My husband is like, 'Chill.'" On the plus side, "It's helped me become more confident in myself. It's made me a champion of the cause of, basically, women being in charge of their lives and being independent — doing that and making no apologies for it."

The beautiful Canadian actress also notes that one of the things she's also liked about playing Lois in "Smallville," "is that she shows it's OK to mess up and to be human. You don't have to be perfect. Just keep going. Sometimes being a perfectionist can become counter productive — if it keeps you from moving forward. There's a beauty in imperfection."

"Smallville" returns for its eighth season Sept. 18, and Erica is more prominently featured this year, as Lois and Clark Kent (Tom Welling) keep moving toward their mature characters on the CW series.

ON HER OWN TIME: Jordana Spiro may be in the spotlight thanks to her TBS comedy "My Boys," but the actress admits she was humbled not too long ago after an encounter with a "fan." "I was sitting outside on the patio of this restaurant and this girl was kind of looking at me and then she walked up to me. I was with my sister and I was like, 'Here we go. Somebody's going to recognize me.' The girl said, 'I'm going to have a party in there and the people of the restaurant told me that if it's going to get noisy then I have to tell the people on the patio. Will that bother you?' I was like, 'No.' Yeah, that's about the extent of my getting recognized."

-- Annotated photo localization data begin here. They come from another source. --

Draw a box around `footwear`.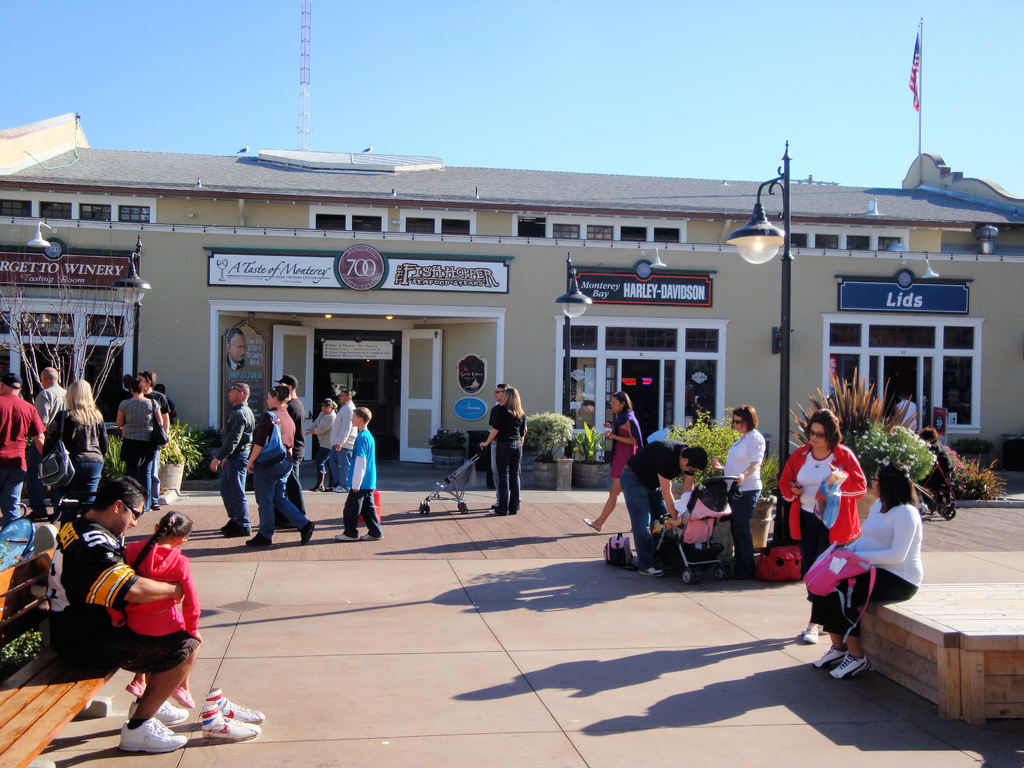
locate(588, 513, 605, 536).
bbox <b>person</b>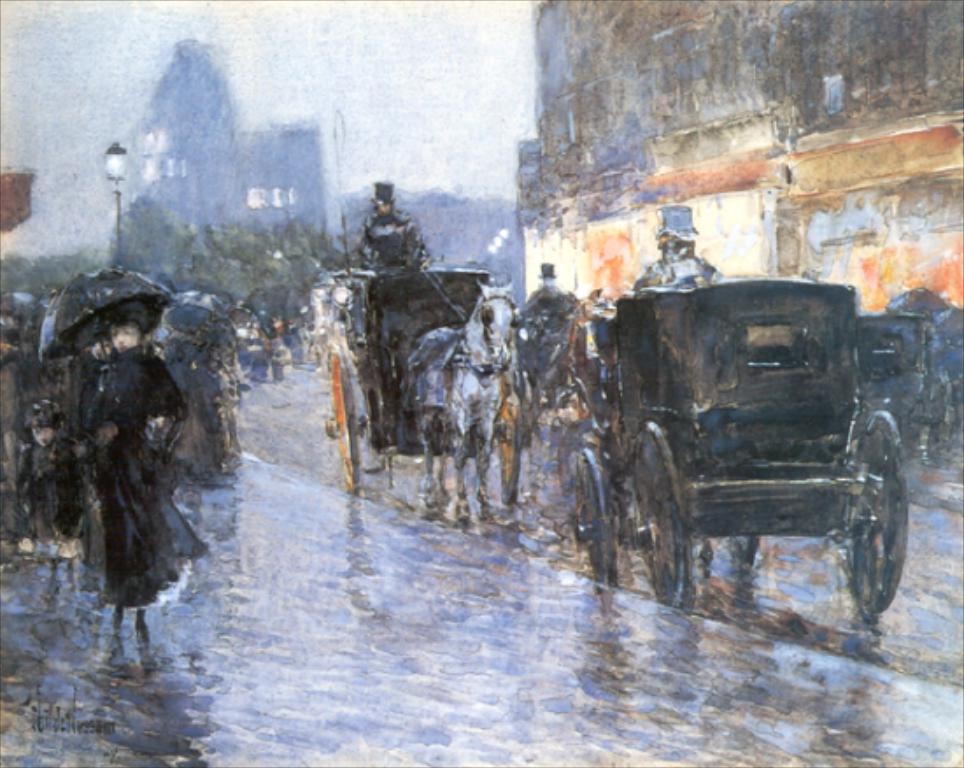
<box>519,251,584,323</box>
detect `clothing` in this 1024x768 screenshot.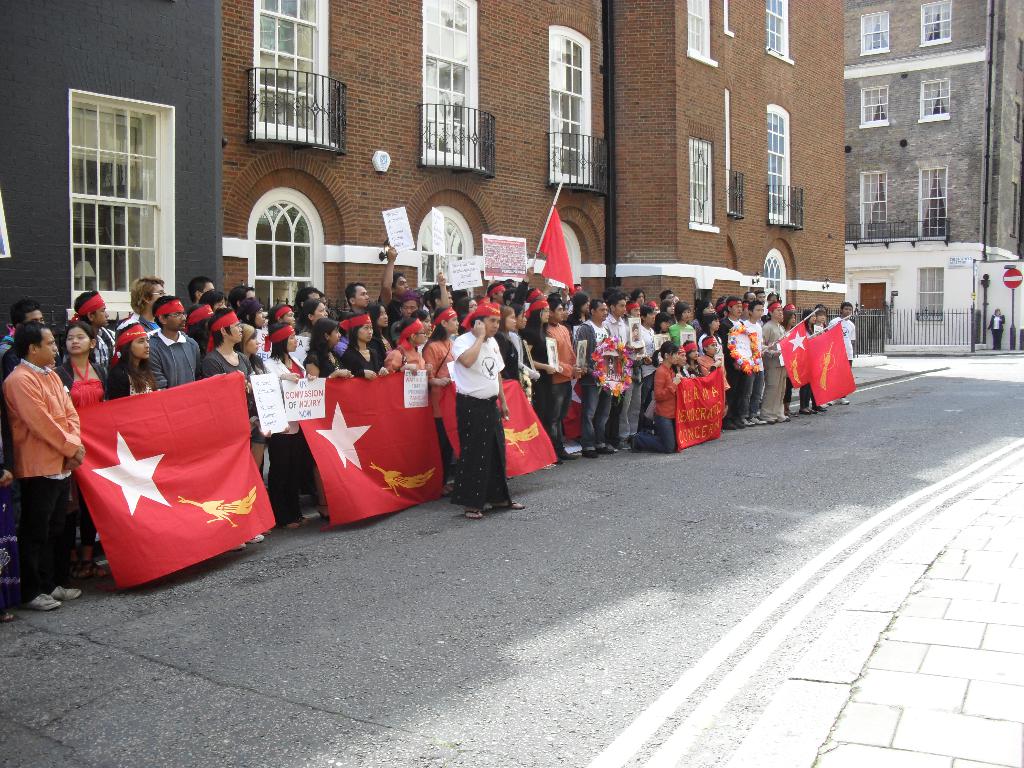
Detection: locate(306, 341, 342, 376).
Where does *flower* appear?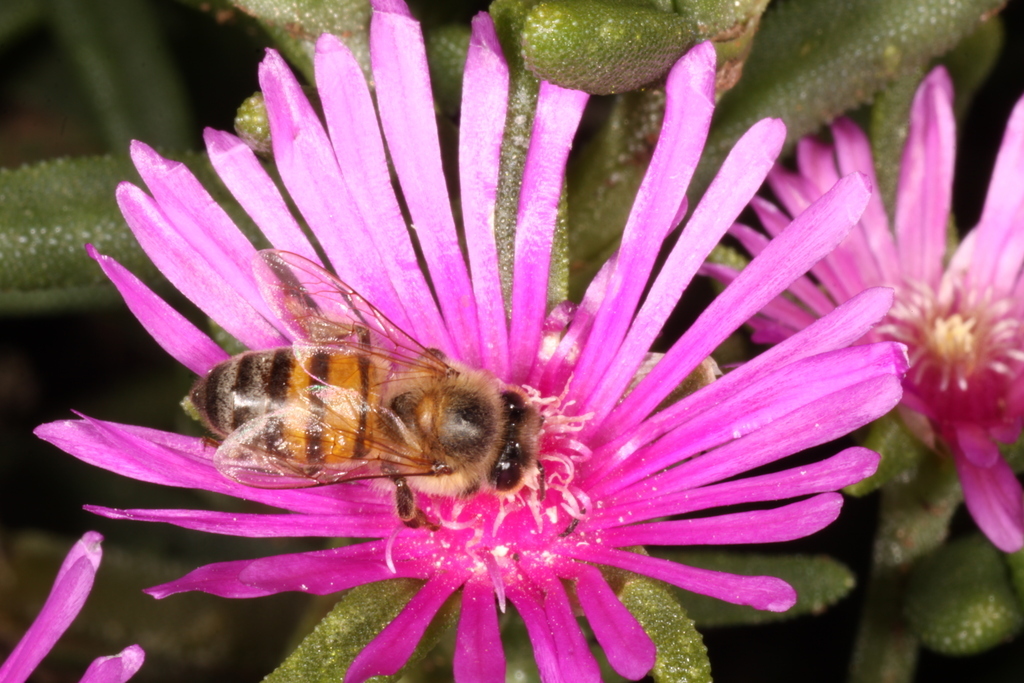
Appears at [left=688, top=59, right=1023, bottom=554].
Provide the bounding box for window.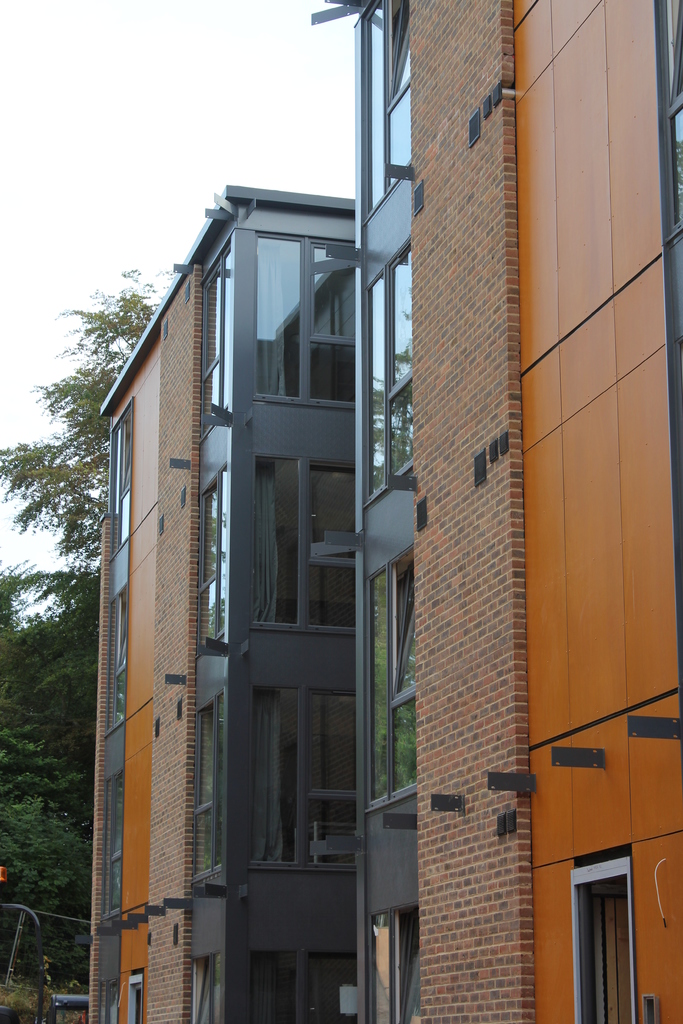
left=103, top=402, right=131, bottom=554.
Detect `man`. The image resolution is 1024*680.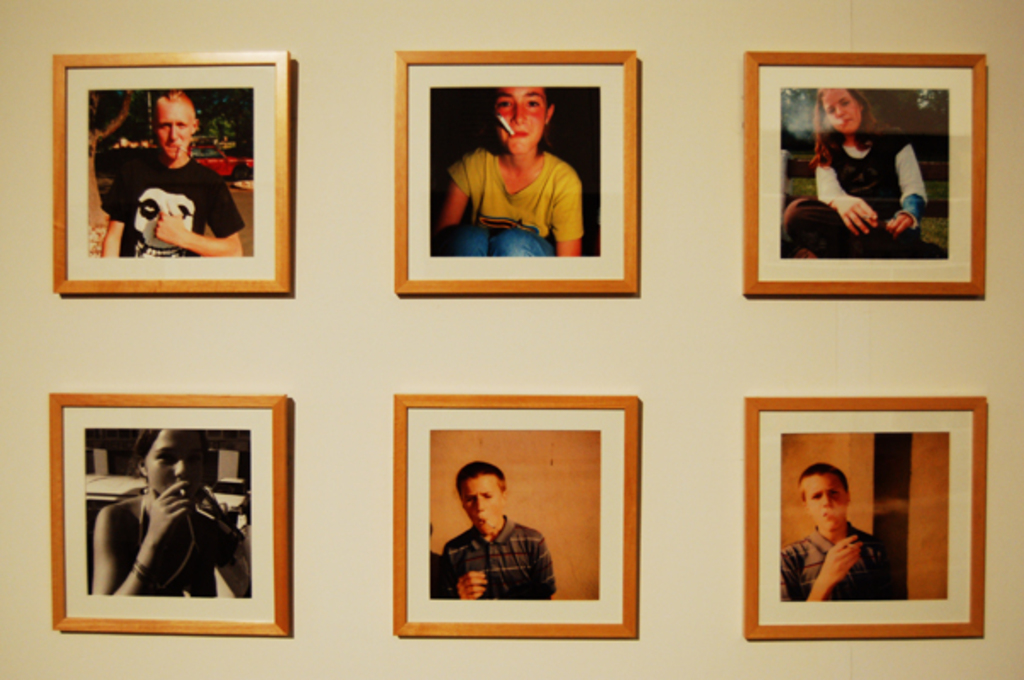
99,94,242,260.
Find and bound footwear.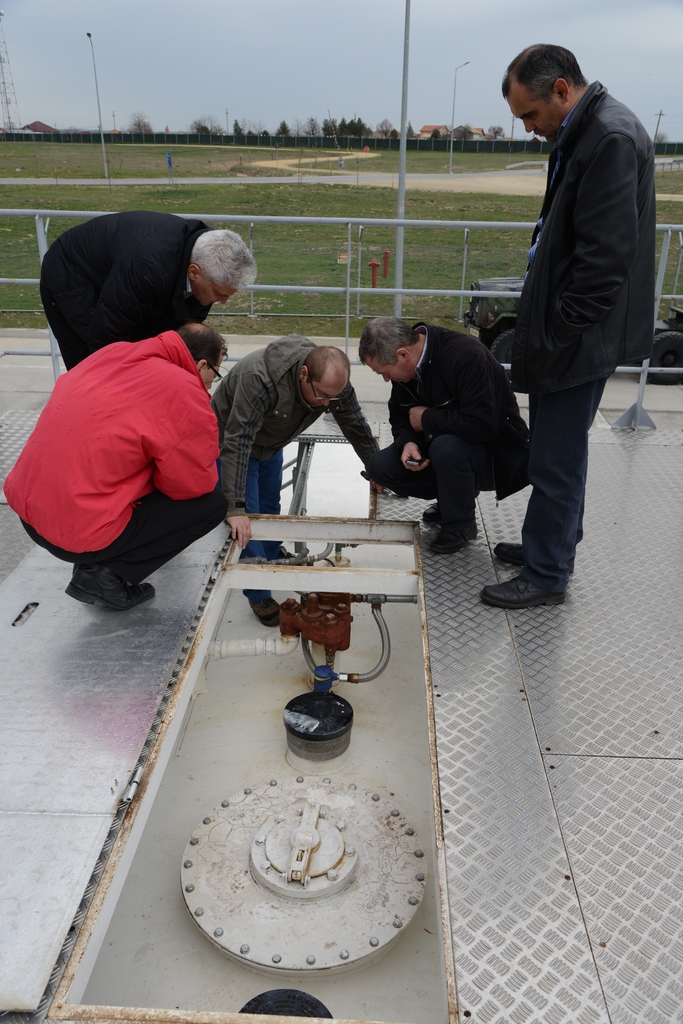
Bound: box=[493, 538, 528, 568].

THE INDUSTRY EYE: Casting of subsidiary roles is underway for Sarah Jessica Parker's HBO pilot, "The Washingtoninenne," based on Jessica Cutler's novel of the same title. Her character's described as a New York publicist who comes to D.C. to be a speechwriter — who is feisty, sexy, opinionated and abrasive, and determined to take on Washington on her own terms, which apparently include a lot of sex.

Forces on the forthcoming big-screen "In the Midnight Hours" — the Wilson Pickett-Evelyn Rogers story — have been casting about for an actor to play Bruce Springsteen. You might recall that The Boss covered the late soul legend's "In the Midnight Hour," and the two performed it together.

With reports by Stephanie DuBois and Emily Feimster.

To find out more about Marilyn Beck and Stacy Jenel Smith and read their past columns, visit the Creators Syndicate Web page at www.creators.com.

COPYRIGHT 2008 MARILYN BECK AND STACY JENEL SMITH

DISTRIBUTED BY CREATORS SYNDICATE, INC.